These are fairly standard guidelines. Sometimes "small-group" discussions are sidebar discussions when a meeting is suspended for a while.
I'd add, "Once a decision is made, allow time for reasoned and balanced feedback, because deciders are people, too."
This works in a community meeting, it works in a meeting between two sides arbitrating, it works in the body politic as a whole.
However, most of the time I've seen them put into action they're bludgeons to be used against other people.
"You need to have my input, and those people need to STFU."
"You didn't call on me, mother fucker, you need to show me some respect, asshole, I have something to say and don't tell me to wait my turn."
"No, there is no compromise. What's happening is offensive and immoral and it needs to change, even if some people need to starting smashing stuff. If you don't agree with me, you're a (insert politically appropriate epithet here)" (And above all, don't ask "offensive and immoral" to whom, as though there could be a different view. That's disrespectful.)
"You have to assume that the people who are here are the ones who get to decide. We can't take into account the views of those too lazy or stupid to show up. We are the community."
Even my addition is problematic, because those 1% or 49% who lost out or think they compromised too much or see feedback on a decision as a way to get the "compromise" to be 80% their view and 20% the views of the other groups on the sly.
And if you look at American politics, that's what you get. Because the problem in all of this is there is no community and too many people don't want there to be (just) one, at least not one that requires considering input from different groups, mutual respect, compromise, full representation, and ceding authority for decision making to somebody we might be suspicious of. Too much hate, too much paranoia, too much suspicion.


Look through the material for lines with the word "YEARS", and copy each one.
Segment Start: The input
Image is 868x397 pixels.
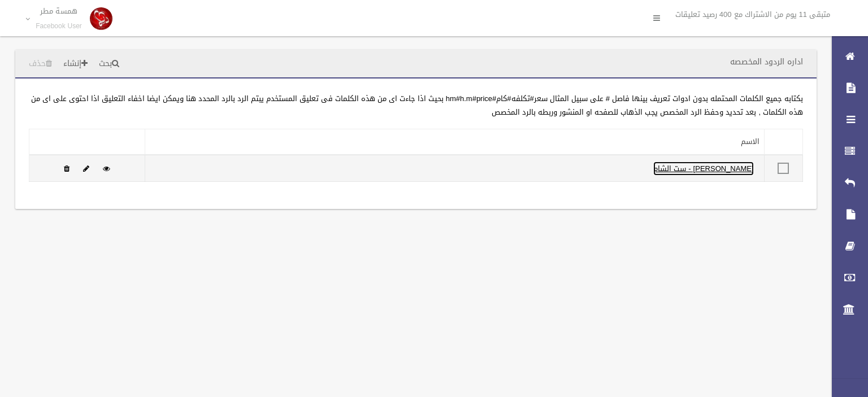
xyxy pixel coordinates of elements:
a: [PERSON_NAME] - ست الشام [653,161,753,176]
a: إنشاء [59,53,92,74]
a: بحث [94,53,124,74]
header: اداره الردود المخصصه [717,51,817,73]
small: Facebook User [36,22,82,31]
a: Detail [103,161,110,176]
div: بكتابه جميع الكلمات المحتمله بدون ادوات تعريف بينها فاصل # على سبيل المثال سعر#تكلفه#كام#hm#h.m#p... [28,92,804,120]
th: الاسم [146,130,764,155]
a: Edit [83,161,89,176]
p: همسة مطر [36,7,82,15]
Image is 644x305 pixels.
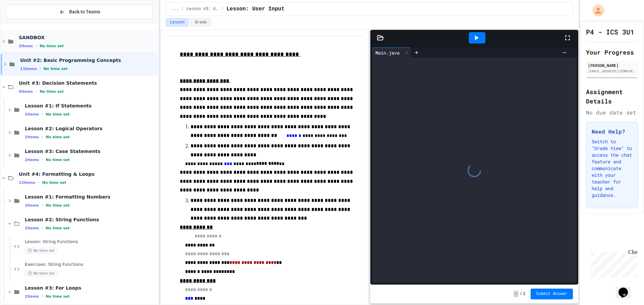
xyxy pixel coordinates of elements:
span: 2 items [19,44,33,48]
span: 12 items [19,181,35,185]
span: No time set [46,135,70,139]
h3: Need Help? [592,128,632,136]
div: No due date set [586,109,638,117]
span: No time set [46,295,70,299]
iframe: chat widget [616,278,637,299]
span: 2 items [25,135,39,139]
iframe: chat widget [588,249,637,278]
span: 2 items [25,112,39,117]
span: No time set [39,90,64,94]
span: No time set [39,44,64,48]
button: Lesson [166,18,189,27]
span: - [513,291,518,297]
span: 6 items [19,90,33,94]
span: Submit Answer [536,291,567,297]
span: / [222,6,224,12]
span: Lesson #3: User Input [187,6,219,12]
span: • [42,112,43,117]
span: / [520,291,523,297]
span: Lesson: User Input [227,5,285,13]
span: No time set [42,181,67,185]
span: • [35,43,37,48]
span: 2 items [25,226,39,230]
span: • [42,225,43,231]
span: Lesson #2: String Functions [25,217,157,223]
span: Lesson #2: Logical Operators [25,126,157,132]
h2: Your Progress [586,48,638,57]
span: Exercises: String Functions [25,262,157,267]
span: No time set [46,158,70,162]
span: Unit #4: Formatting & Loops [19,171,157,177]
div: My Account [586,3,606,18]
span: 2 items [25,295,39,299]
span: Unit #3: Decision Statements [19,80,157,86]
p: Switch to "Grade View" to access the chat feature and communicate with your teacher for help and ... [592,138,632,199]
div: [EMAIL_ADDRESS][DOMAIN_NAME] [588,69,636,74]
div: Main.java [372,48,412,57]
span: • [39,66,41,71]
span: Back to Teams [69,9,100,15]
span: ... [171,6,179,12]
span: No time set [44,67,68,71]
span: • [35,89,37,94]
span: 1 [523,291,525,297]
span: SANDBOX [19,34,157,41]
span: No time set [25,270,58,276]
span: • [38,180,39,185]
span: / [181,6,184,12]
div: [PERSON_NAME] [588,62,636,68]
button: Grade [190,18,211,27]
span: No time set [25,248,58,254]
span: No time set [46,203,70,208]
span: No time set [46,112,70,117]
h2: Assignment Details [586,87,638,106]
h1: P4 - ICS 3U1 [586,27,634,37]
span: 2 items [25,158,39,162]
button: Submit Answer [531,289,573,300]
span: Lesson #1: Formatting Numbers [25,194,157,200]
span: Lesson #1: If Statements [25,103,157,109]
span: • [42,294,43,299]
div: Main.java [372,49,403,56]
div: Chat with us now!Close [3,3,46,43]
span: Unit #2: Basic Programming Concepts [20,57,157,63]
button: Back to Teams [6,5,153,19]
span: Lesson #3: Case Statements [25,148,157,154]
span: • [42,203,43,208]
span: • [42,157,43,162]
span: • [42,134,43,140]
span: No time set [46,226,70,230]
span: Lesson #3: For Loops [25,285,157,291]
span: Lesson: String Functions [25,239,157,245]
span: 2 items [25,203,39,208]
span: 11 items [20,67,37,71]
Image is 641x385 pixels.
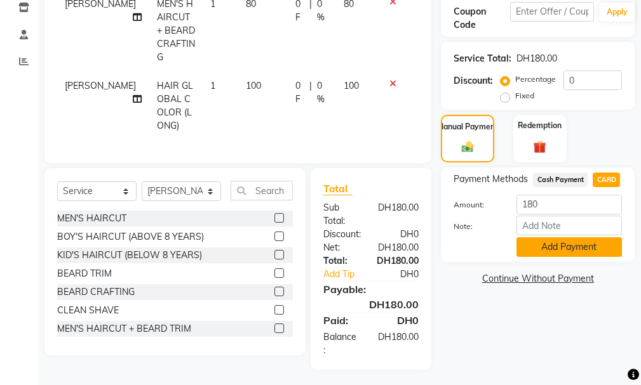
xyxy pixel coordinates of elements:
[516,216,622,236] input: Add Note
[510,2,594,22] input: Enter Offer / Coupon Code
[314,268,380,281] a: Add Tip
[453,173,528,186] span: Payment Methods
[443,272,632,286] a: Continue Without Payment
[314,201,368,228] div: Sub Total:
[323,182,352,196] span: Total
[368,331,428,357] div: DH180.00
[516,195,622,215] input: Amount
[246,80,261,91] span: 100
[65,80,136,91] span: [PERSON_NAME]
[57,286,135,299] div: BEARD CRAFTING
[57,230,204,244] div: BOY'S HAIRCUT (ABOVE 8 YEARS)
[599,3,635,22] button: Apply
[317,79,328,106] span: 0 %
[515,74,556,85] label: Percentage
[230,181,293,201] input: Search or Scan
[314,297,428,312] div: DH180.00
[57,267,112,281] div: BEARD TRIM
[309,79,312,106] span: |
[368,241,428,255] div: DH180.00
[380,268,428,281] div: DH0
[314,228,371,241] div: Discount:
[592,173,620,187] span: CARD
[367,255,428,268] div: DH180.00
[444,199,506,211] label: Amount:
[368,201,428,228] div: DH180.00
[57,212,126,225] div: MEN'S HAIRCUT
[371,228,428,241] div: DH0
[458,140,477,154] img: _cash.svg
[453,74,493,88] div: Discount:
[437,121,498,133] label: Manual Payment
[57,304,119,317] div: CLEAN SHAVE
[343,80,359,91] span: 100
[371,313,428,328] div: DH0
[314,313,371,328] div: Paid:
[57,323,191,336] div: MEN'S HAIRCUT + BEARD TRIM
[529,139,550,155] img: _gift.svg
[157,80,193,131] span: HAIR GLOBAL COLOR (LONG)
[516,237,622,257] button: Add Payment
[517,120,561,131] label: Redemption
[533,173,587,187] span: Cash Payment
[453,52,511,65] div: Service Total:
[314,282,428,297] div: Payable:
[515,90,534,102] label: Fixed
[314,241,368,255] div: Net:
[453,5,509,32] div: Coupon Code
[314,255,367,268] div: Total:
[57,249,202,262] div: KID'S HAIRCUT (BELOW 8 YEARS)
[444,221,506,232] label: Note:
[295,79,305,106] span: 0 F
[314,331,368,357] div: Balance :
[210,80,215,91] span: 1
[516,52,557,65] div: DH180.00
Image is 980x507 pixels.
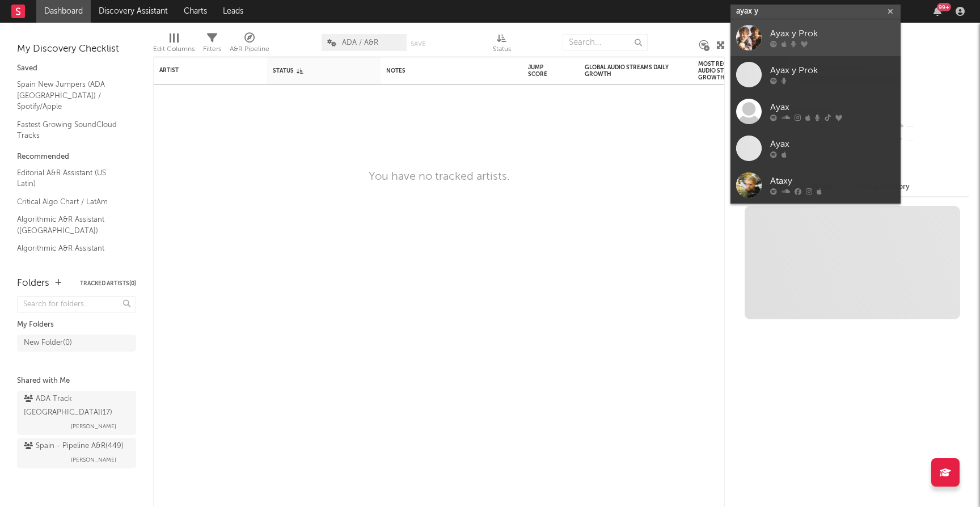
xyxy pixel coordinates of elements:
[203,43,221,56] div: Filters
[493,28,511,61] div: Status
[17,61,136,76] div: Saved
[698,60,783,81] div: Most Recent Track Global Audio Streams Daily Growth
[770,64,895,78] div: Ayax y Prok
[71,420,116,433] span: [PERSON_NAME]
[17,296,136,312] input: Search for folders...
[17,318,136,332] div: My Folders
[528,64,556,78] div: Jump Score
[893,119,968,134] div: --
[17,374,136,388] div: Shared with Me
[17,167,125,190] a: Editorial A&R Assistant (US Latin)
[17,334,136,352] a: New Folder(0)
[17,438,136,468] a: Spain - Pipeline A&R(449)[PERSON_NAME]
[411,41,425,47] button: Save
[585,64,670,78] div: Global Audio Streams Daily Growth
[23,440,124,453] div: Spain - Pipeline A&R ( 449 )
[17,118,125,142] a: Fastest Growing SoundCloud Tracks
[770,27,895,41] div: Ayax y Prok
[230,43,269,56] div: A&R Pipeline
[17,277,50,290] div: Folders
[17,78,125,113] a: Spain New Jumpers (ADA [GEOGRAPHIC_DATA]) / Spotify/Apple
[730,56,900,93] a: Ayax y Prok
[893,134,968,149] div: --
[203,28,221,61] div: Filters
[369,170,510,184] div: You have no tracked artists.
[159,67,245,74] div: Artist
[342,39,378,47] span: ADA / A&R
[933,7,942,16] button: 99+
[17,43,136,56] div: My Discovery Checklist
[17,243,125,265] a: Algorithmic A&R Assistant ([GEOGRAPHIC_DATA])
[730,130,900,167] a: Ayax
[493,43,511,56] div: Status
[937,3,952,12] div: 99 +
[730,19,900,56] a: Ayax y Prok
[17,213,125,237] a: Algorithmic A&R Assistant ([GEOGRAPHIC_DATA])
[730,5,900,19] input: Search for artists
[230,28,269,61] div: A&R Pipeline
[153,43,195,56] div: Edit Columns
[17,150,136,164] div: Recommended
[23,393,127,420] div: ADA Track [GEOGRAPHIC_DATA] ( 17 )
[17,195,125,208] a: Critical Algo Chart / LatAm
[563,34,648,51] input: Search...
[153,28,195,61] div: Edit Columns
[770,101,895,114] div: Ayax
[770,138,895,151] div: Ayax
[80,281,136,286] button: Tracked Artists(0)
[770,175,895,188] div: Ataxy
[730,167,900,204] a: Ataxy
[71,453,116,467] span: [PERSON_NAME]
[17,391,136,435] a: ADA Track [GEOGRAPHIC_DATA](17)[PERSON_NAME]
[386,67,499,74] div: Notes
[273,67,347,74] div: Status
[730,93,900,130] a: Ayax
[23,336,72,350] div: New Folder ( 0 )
Segment End: The input
- The completed task
[57,230,204,244] div: BOY'S HAIRCUT (ABOVE 8 YEARS)
[57,249,202,262] div: KID'S HAIRCUT (BELOW 8 YEARS)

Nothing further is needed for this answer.